‘Ecumenism’ and ‘independency’ suggest two distinct impulses in the history of Christianity: the desire for unity, co-operation, connectivity, and shared belief and practice, and the impulse for distinction, plurality, and contextual translation. Yet ecumenism and independency are better understood as existing in critical tension with one another. They provide a way of examining changes in World Christianity. Taking their lead from the internationally acclaimed research of Brian Stanley, in whose honour this book is published, contributors examine the entangled nature of ecumenism and independency in the modern global history of Christianity. They show how the scrutiny afforded by the attention to local, contextual approaches to Christianity outside the western world, may inform and enrich the attention to transnational connectivity.
Alexander Chow is Senior Lecturer in Theology and World Christianity in the School of Divinity, University of Edinburgh, and is co-director of the Centre for the Study of World Christianity. He is co-editor of the journal Studies in World Christianity (Edinburgh University Press) and is editor of the Chinese Christianities Series (University of Notre Dame Press). He is author of two books, most recently Chinese Public Theology: Generational Shifts and Confucian Imagination in Chinese Christianity (Oxford 2018).
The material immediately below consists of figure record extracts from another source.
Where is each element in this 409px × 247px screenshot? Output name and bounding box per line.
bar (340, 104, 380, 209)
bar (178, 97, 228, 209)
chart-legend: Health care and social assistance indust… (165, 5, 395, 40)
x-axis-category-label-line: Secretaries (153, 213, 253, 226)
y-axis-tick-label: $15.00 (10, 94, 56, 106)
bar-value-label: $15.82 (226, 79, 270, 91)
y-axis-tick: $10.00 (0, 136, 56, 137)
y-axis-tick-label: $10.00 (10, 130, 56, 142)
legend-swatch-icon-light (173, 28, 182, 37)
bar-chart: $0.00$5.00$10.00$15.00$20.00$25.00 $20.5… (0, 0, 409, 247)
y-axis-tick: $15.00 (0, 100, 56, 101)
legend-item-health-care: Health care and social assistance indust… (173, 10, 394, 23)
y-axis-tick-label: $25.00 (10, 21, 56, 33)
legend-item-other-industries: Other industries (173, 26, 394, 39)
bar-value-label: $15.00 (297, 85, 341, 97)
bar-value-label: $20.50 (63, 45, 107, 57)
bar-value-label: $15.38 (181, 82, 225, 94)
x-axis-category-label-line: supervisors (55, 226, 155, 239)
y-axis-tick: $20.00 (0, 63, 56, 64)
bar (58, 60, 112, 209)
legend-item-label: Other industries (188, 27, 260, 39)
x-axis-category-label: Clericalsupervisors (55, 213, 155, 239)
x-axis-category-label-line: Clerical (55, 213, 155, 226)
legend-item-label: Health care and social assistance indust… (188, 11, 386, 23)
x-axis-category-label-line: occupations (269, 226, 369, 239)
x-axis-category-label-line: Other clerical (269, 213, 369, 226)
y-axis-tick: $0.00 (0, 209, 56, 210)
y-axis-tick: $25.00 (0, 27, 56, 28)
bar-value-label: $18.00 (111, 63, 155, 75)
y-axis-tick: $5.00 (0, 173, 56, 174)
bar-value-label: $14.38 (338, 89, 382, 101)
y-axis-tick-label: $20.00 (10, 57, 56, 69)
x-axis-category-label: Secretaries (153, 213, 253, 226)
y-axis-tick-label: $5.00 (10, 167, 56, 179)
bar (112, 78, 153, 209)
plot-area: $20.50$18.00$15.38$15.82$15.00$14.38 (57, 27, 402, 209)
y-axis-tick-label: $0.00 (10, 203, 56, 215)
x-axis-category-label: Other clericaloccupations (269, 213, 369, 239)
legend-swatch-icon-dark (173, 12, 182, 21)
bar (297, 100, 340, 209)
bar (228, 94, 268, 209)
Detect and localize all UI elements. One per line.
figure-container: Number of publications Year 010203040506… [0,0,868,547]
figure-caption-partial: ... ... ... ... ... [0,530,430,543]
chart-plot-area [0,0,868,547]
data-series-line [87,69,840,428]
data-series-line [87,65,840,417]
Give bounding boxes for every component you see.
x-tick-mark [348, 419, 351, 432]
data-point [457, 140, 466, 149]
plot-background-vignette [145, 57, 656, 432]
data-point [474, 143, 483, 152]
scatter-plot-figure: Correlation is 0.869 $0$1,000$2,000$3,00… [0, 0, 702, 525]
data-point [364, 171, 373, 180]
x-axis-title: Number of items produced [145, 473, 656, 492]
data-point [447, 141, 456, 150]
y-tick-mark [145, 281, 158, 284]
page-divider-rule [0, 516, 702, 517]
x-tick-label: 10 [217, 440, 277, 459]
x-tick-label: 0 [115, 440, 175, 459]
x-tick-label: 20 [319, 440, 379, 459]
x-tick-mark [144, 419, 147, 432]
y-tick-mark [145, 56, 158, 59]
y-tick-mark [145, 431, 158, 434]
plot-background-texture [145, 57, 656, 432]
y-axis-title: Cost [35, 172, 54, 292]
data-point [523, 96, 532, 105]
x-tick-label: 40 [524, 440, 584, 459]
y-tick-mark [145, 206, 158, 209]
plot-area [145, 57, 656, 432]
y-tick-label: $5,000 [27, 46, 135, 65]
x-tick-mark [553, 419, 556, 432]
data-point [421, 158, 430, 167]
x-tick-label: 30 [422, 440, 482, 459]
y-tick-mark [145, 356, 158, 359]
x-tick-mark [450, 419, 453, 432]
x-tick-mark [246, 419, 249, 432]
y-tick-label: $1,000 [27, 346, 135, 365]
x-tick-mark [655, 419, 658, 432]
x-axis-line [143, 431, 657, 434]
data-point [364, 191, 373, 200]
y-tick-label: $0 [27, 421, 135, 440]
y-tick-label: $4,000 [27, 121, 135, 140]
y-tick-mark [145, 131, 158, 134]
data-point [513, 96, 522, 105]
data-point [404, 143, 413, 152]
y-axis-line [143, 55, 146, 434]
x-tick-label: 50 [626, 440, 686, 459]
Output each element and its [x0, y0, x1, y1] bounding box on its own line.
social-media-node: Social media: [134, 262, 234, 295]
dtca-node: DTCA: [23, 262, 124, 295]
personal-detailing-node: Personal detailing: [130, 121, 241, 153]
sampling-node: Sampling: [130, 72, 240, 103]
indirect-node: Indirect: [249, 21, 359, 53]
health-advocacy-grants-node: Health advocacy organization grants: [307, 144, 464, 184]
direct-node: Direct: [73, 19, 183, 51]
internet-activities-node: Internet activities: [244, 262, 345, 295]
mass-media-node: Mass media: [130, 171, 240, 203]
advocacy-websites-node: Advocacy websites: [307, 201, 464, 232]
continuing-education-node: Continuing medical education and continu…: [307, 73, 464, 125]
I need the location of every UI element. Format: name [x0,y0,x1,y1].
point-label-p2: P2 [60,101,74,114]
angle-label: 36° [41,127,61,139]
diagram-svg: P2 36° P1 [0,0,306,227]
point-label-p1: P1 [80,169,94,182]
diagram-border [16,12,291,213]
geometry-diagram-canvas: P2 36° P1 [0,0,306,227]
Emma Wild-Wood is Senior lecturer in African Christianity and African Indigenous Religions and co-director of the Centre for the Study of World Christianity at the University of Edinburgh. Previously she taught in DR Congo, Uganda and Cambridge, UK. She is co-editor of the journal Studies in World Christianity and co-editor of the book series Religion in Transforming Africa published by James Currey. Her latest book is The Mission of Apolo Kivebulaya: Religious Change in the African Great Lakes, c. 1870-1835 (James Currey 2020).
& Notes on Contributors
Introduction: Ecumenism and Independency in World Christianity
Emma Wild-Wood
1 Brian Stanley: Scholar of World Christian History
David Bebbington
Part 1: Studying World Christianity 2 1899–1900: Ecumenism and Independency in the Emerging World History of Christianity Mark Noll
3 Independency in Ecumenical Christianity David M. Thompson
4 Mission: Integrated or Autonomous? Implications for the Study of World Christianity Kirsteen Kim
5 Evangelical Revivals in Twentieth Century Christianity: Reflections on the East African Revival in the Light of Revivals in East Asia Kevin Ward
6 Creation Care in Latin America: Lessons from Catholics and Evangélicos Allen Yeh
Part 2: Christians Working Together 7 The Missionary Concerns of Brunswick Wesleyan Methodist Chapel, Leeds, in the Victorian Era David Bebbington
8 Baptist Students in Cambridge: Denominational and Ecumenical Identities, from the 1920s to the 1940s Ian Randall
9 ‘You are old, Father William’: Generational Abrasiveness in the Missionary Movement Andrew F. Walls
10 Field Workers and Mission Leaders in Tension: Practical Ecumenism in the Shanxi Mission Andrew T. Kaiser
11 The Advance of Pentecostalism in China, 1907–1937 Rolf Gerhard Tiedemann
12 Sacred Music and Christian Transnationalism in 1920s-1930s China and Japan Dana L. Robert
Part 3: Pluriform Christianity 13 China, Social Ethics and the European Enlightenment Stewart J. Brown
14 ‘The Lutheran AggressionControversy’: Caste and Class Conflict of Christians in 19th Century South India Robert Eric Frykenberg
15 Edinburgh 1910 Onward: Cheng Jingyi, Vedanayagam S. Azariah and the Ecumenical Movement in Asia Marina Xiaojing Wang
16 Revolutionary or Reforming? Christian Engagement in Politics during Military-Backed Governments Sebastian C. H. Kim
17 Urbanisation, Diaspora, and the Tenacity of Chinese Evangelicalism Alexander Chow
Afterword: Ecclesiological Considerations for Ecumenism and Independency Alexander Chow
Bibliography of Brian Stanley’s Writings
Index
Academic libraries and institutions where World Christianity, contextual theology, or ecumenics are taught.